Local Civil War
ACTION ALONG THE TRACKS
The Civil War along the B&O’s upper-Potomac Line
Presented by Steven French
Local Civil War
Sunday, July 11th 2:15PM-3:15PM & 3:30PM-4:30PM
PAW PAW TO ROWLESBURG
As the B&O passed through remote sections of the Potomac Valley and across the Allegheny Mountains, it presented Rebel raiders excellent opportunities to strike at isolated Union outposts guarding the line. The talk will focus on Herculean efforts by Gen. Benjamin F. Kelley to stymie these lightning raids. Also included will be discussions of the Battle of Oldtown, MD, Rosser’s capture of New Creek, WV, McNeill’s attack on the shops at Piedmont, WV, and “Grumble” Jones’ raid on Oakland, MD, and Rowlesburg, WV.
During the American Civil War, Maryland, was one of the border states, straddling the South and North. Despite some popular support for the cause of the Confederate States of America, Maryland would not secede during the Civil War. Because the state bordered the District of Columbia and the strong desire of the opposing factions within the state to sway public opinion towards their respective causes, Maryland played an important role in the war.
The single bloodiest day of combat in American military history occurred during the first major Confederate invasion of the North in the Maryland Campaign, just north above the Potomac River near Sharpsburg in Washington County, at the Battle of Antietam on September 17, 1862.
Preceded by the pivotal skirmishes at three mountain passes of Crampton, Fox and Turner's Gaps to the east in the Battle of South Mountain, Antietam (also known in the South as the Battle of Sharpsburg), though tactically a draw, was strategically enough of a Union victory in the second year of the war to give 16th President Abraham Lincoln the opportunity to issue in September 1862, the Emancipation Proclamation, taking effect January 1, 1863. Lincoln declared slaves in the rebelling states of the Confederacy but not those in the areas already occupied by the Union Army or in border slave states like Maryland, to be "henceforth and forever free".
Across the state, some 50,000 citizens signed up for the military, with most joining the United States Army. Approximately a tenth as many enlisted to "go South" and fight for the Confederacy. The most prominent Maryland leaders and officers during the Civil War included Governor Thomas H. Hicks who, despite his early sympathies for the South, helped prevent the state from seceding, and Confederate Brigadier General George H. Steuart, who was a noted brigade commander under Robert E. Lee in the Army of Northern Virginia.
Abolition of slavery in the State of Maryland came before the end of the war, with a new third constitution voted approval in 1864 by a small majority of Radical Republican Unionists then controlling the nominally Democratic state.
Presenter, Steve French, is a former middle school teacher and graduate of Hedgesville High School and Shepherd College. He has written several historical works on the Civil War and is revered for his extensive knowledge on this tumultuous time in American history. His writings include the multiple-award-winning Imboden’s Brigade in the Gettysburg Campaign, Rebel Chronicles: Raiders, Scouts and Train Robbers of the Upper Potomac, and Four Years Along the Tilhance: The Private Diary of Elisha Manor. He is also the author of over eighty historical articles that have appeared in numerous publications.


The expected output is the line with "Give me the" followed by every remaining line of the entries, all repeated exactly.

Dataset listings of figures:
....

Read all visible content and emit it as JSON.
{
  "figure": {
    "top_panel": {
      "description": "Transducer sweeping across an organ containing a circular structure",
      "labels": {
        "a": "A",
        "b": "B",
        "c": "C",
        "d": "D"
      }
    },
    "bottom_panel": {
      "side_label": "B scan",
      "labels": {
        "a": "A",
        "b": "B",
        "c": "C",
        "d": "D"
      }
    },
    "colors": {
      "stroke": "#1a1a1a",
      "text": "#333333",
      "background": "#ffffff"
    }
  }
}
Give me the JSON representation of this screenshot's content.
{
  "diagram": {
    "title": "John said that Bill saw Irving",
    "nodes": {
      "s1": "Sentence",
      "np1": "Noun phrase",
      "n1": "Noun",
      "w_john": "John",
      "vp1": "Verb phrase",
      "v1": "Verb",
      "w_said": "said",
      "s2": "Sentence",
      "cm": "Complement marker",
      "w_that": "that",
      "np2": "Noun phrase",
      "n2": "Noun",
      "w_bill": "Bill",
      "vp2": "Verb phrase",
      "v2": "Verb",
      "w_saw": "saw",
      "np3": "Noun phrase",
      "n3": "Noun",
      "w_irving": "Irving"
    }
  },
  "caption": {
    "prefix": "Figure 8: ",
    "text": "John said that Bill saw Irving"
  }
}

....

> **THE COMPLETED TASK**
Give me the JSON representation of this screenshot's content.
{
  "diagram": {
    "title": "John said that Bill saw Irving",
    "nodes": {
      "s1": "Sentence",
      "np1": "Noun phrase",
      "n1": "Noun",
      "w_john": "John",
      "vp1": "Verb phrase",
      "v1": "Verb",
      "w_said": "said",
      "s2": "Sentence",
      "cm": "Complement marker",
      "w_that": "that",
      "np2": "Noun phrase",
      "n2": "Noun",
      "w_bill": "Bill",
      "vp2": "Verb phrase",
      "v2": "Verb",
      "w_saw": "saw",
      "np3": "Noun phrase",
      "n3": "Noun",
      "w_irving": "Irving"
    }
  },
  "caption": {
    "prefix": "Figure 8: ",
    "text": "John said that Bill saw Irving"
  }
}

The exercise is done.